[118] Liv. i. 32.

[119] Gell. i. 12, 14; x. 24, 3.

[120] Mommsen (Staatsr. iii. 3, n. 2) connects the word with populari. The magister populi (i.e. the dictator) is master of the infantry host.

[121] Varro ap. Dionys. ii 48. Other views derived it from the Sabine town Cures (Varro L.L. v. 51; Strabo v. 3, 1) or connected it with Curia (Lange Röm. Alt. i. p. 89; Belot Hist. d. Chev. Rom. i. p. 312).

[122] Suet. Jul. 70.

[123] Capito ap. Gell. i. 20 “Plebes ... in qua gentes civium patriciae non insunt: plebiscitum ... est ... lex, quam plebes, non populus, accipit.” Cf. Festus p. 233.

[124] According to the primitive conception private are dependent on public rights; see p. 31. But the growth of the Plebs, and alliances with other states, had effected many modifications in this conception.

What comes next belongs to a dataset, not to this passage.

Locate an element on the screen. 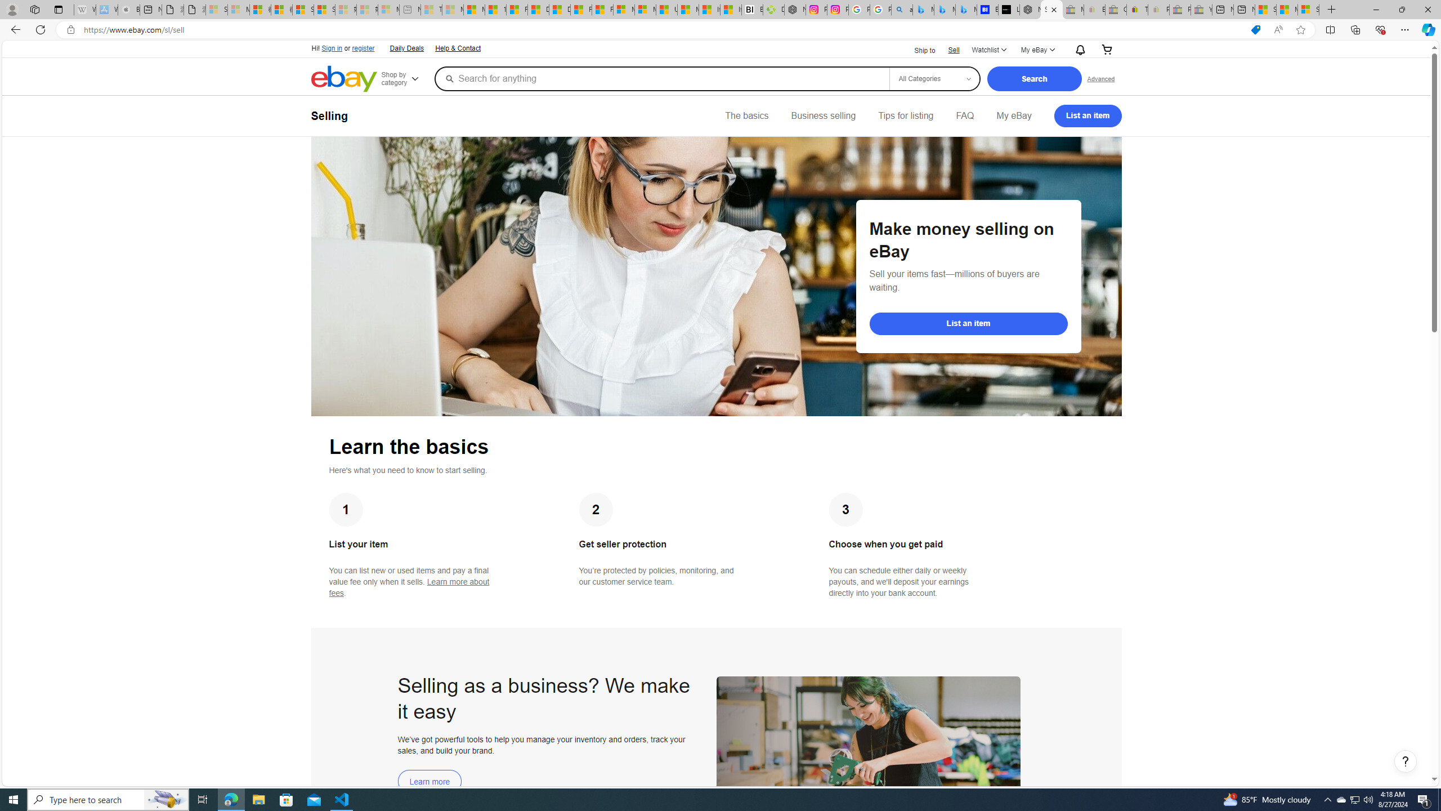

[125] Nonius, s.v. plebitas, p. 101 “Hemina in annalibus, ‘Quicumque propter plebitatem agro publico ejecti sunt.’” Cf. Liv. iv. 48.

[126] p. 17.

[127] Cic. de Leg. ii. 13, 32 (on the question whether auspices were merely directed to the utilitas of the state, or formed a true method of divination) “si enim deos esse concedimus ... et eosdem hominum consulere generi, et posse nobis signa rerum futurarum ostendere; non video cur esse divinationem negem.”